Russia's General Staff chief Valery Gerasimov appeared on Russian state television on June 10, the U.K. Defense Ministry reported on July 12.
Gerasimov was seen being briefed via video call by Russian Aerospace Forces Chief of Staff Colonel-General Viktor Afzalov. Afzalov is deputy to Commander-in-Chief Russian Aerospace Forces, General Sergei Surovikin.
According to British intelligence, Surovikin’s whereabouts remain unclear, which adds further weight to the hypothesis that the general has been sidelined following the mutiny.
An armed insurrection began in Russia on July 23, and, before it abruptly came to an end, looked poised to soon break out into open, large-scale violence.
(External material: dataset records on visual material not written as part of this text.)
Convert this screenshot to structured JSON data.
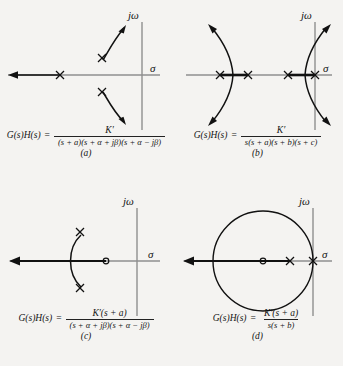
{
  "figure": {
    "background_color": "#f4f3f1",
    "ink_color": "#1a1a1a",
    "axis_color": "#8a8a8a",
    "panel_count": 4
  },
  "axis_labels": {
    "imaginary": "jω",
    "real": "σ"
  },
  "panels": [
    {
      "id": "a",
      "caption": "(a)",
      "formula": {
        "lhs": "G(s)H(s)",
        "equals": "=",
        "numerator": "K′",
        "denominator": "(s + a)(s + α + jβ)(s + α − jβ)"
      },
      "description": "Three poles: one real pole and a complex conjugate pair; loci break away upward and downward",
      "origin": {
        "x": 142,
        "y": 75
      },
      "poles": [
        {
          "x": 60,
          "y": 75,
          "type": "real"
        },
        {
          "x": 102,
          "y": 58,
          "type": "complex"
        },
        {
          "x": 102,
          "y": 92,
          "type": "complex"
        }
      ],
      "zeros": [],
      "real_axis_locus": {
        "from": -999,
        "to": 60
      },
      "branch_arrows": 2
    },
    {
      "id": "b",
      "caption": "(b)",
      "formula": {
        "lhs": "G(s)H(s)",
        "equals": "=",
        "numerator": "K′",
        "denominator": "s(s + a)(s + b)(s + c)"
      },
      "description": "Four real poles including one at the origin; two breakaway points produce two pairs of complex branches crossing the jω axis",
      "origin": {
        "x": 315,
        "y": 75
      },
      "poles": [
        {
          "x": 220,
          "y": 75,
          "type": "real"
        },
        {
          "x": 248,
          "y": 75,
          "type": "real"
        },
        {
          "x": 288,
          "y": 75,
          "type": "real"
        },
        {
          "x": 315,
          "y": 75,
          "type": "real"
        }
      ],
      "zeros": [],
      "branch_arrows": 4
    },
    {
      "id": "c",
      "caption": "(c)",
      "formula": {
        "lhs": "G(s)H(s)",
        "equals": "=",
        "numerator": "K′(s + a)",
        "denominator": "(s + α + jβ)(s + α − jβ)"
      },
      "description": "Complex conjugate pole pair with one real zero; loci form an arc terminating on the zero",
      "origin": {
        "x": 137,
        "y": 261
      },
      "poles": [
        {
          "x": 80,
          "y": 232,
          "type": "complex"
        },
        {
          "x": 80,
          "y": 288,
          "type": "complex"
        }
      ],
      "zeros": [
        {
          "x": 106,
          "y": 261,
          "type": "real"
        }
      ],
      "branch_arrows": 0
    },
    {
      "id": "d",
      "caption": "(d)",
      "formula": {
        "lhs": "G(s)H(s)",
        "equals": "=",
        "numerator": "K′(s + a)",
        "denominator": "s(s + b)"
      },
      "description": "Pole at the origin plus one real pole and one real zero; loci form a circle centred on the zero",
      "origin": {
        "x": 313,
        "y": 261
      },
      "poles": [
        {
          "x": 290,
          "y": 261,
          "type": "real"
        },
        {
          "x": 313,
          "y": 261,
          "type": "real"
        }
      ],
      "zeros": [
        {
          "x": 263,
          "y": 261,
          "type": "real"
        }
      ],
      "circle": {
        "cx": 263,
        "cy": 261,
        "r": 50
      },
      "branch_arrows": 0
    }
  ]
}
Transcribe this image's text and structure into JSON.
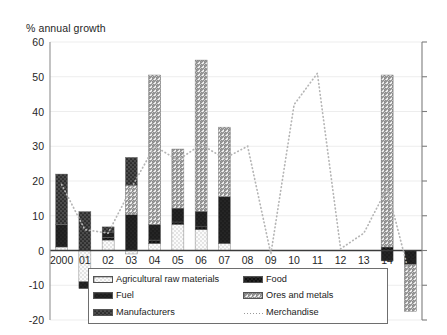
{
  "chart_data": {
    "type": "bar",
    "title": "% annual growth",
    "xlabel": "",
    "ylabel": "% annual growth",
    "ylim": [
      -20,
      60
    ],
    "yticks": [
      60,
      50,
      40,
      30,
      20,
      10,
      0,
      -10,
      -20
    ],
    "grid": true,
    "legend_position": "bottom",
    "stacked": true,
    "categories": [
      "2000",
      "01",
      "02",
      "03",
      "04",
      "05",
      "06",
      "07",
      "08",
      "09",
      "10",
      "11",
      "12",
      "13",
      "14",
      "15"
    ],
    "series": [
      {
        "name": "Agricultural raw materials",
        "pattern": "light-dotted",
        "color": "#efefef",
        "values": [
          1.0,
          -9.0,
          3.0,
          -1.0,
          2.0,
          7.5,
          6.0,
          2.0,
          0,
          0,
          0,
          0,
          0,
          0,
          0,
          0
        ]
      },
      {
        "name": "Food",
        "pattern": "dark-crosshatch",
        "color": "#3a3a3a",
        "values": [
          0,
          0,
          0.8,
          0,
          1.0,
          0.7,
          0.8,
          0,
          0,
          0,
          0,
          0,
          0,
          0,
          1.0,
          0
        ]
      },
      {
        "name": "Fuel",
        "pattern": "solid-dark",
        "color": "#1e1e1e",
        "values": [
          6.5,
          -2.0,
          1.5,
          10.3,
          4.5,
          4.0,
          4.5,
          13.5,
          0,
          0,
          0,
          0,
          0,
          0,
          -3.0,
          -4.0
        ]
      },
      {
        "name": "Ores and metals",
        "pattern": "diagonal-hatch",
        "color": "#c9c9c9",
        "values": [
          0,
          0,
          0,
          8.5,
          43.0,
          17.0,
          43.5,
          20.0,
          0,
          0,
          0,
          0,
          0,
          0,
          49.5,
          -13.5
        ]
      },
      {
        "name": "Manufacturers",
        "pattern": "dark-dotted",
        "color": "#555555",
        "values": [
          14.5,
          11.2,
          1.5,
          8.0,
          0,
          0,
          0,
          0,
          0,
          0,
          0,
          0,
          0,
          0,
          0,
          0
        ]
      }
    ],
    "line_series": {
      "name": "Merchandise",
      "pattern": "dotted-line",
      "color": "#b5b5b5",
      "values": [
        19.0,
        6.0,
        5.0,
        18.0,
        30.0,
        26.0,
        30.5,
        26.5,
        30.0,
        -1.0,
        42.0,
        51.0,
        0.5,
        5.0,
        18.0,
        -8.0
      ]
    }
  },
  "legend": {
    "items": [
      {
        "label": "Agricultural raw materials",
        "swatch": "light-dotted-swatch"
      },
      {
        "label": "Food",
        "swatch": "dark-crosshatch-swatch"
      },
      {
        "label": "Fuel",
        "swatch": "solid-dark-swatch"
      },
      {
        "label": "Ores and metals",
        "swatch": "diagonal-hatch-swatch"
      },
      {
        "label": "Manufacturers",
        "swatch": "dark-dotted-swatch"
      },
      {
        "label": "Merchandise",
        "swatch": "dotted-line-swatch"
      }
    ]
  }
}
The notorious Wagner mercenary force, once often called “Putin’s private army,” occupied two major regional capitals and began a march on Moscow.
Its leader, outspoken war criminal Yevgeny Prigozhin, turned his sights not only on his arch-rivals, Defense Minister Sergei Shoigu and head of the Russian General Staff Valerii Gerasimov, but, de facto, on the entire Russian regime, including dictator Vladimir Putin.
Wagner Group's founder Yevgeny Prigozhin said on June 24 that the mercenaries would stop their march on Moscow and withdraw to military camps.
Belarusian dictator Aleksandr Lukashenko claimed he had held talks with Prigozhin, after which Wagner’s boss announced the troops’ retreat, according to Lukashenko’s press service.
Lukashenko's press service claimed that Wagner was negotiating a deal that would envisage security guarantees for the mercenaries.
Prigozhin, whose whereabouts have been unclear after his failed rebellion, is allegedly in Moscow since at least July 1, according to the French media outlet Liberation, citing its sources in Western intelligence.
He reportedly has spent the time negotiating Wagner's fate with Russian dictator Vladimir Putin as well as meeting with National Guard head Viktor Zolotov and the Foreign Intelligence Service boss Sergey Naryshkin.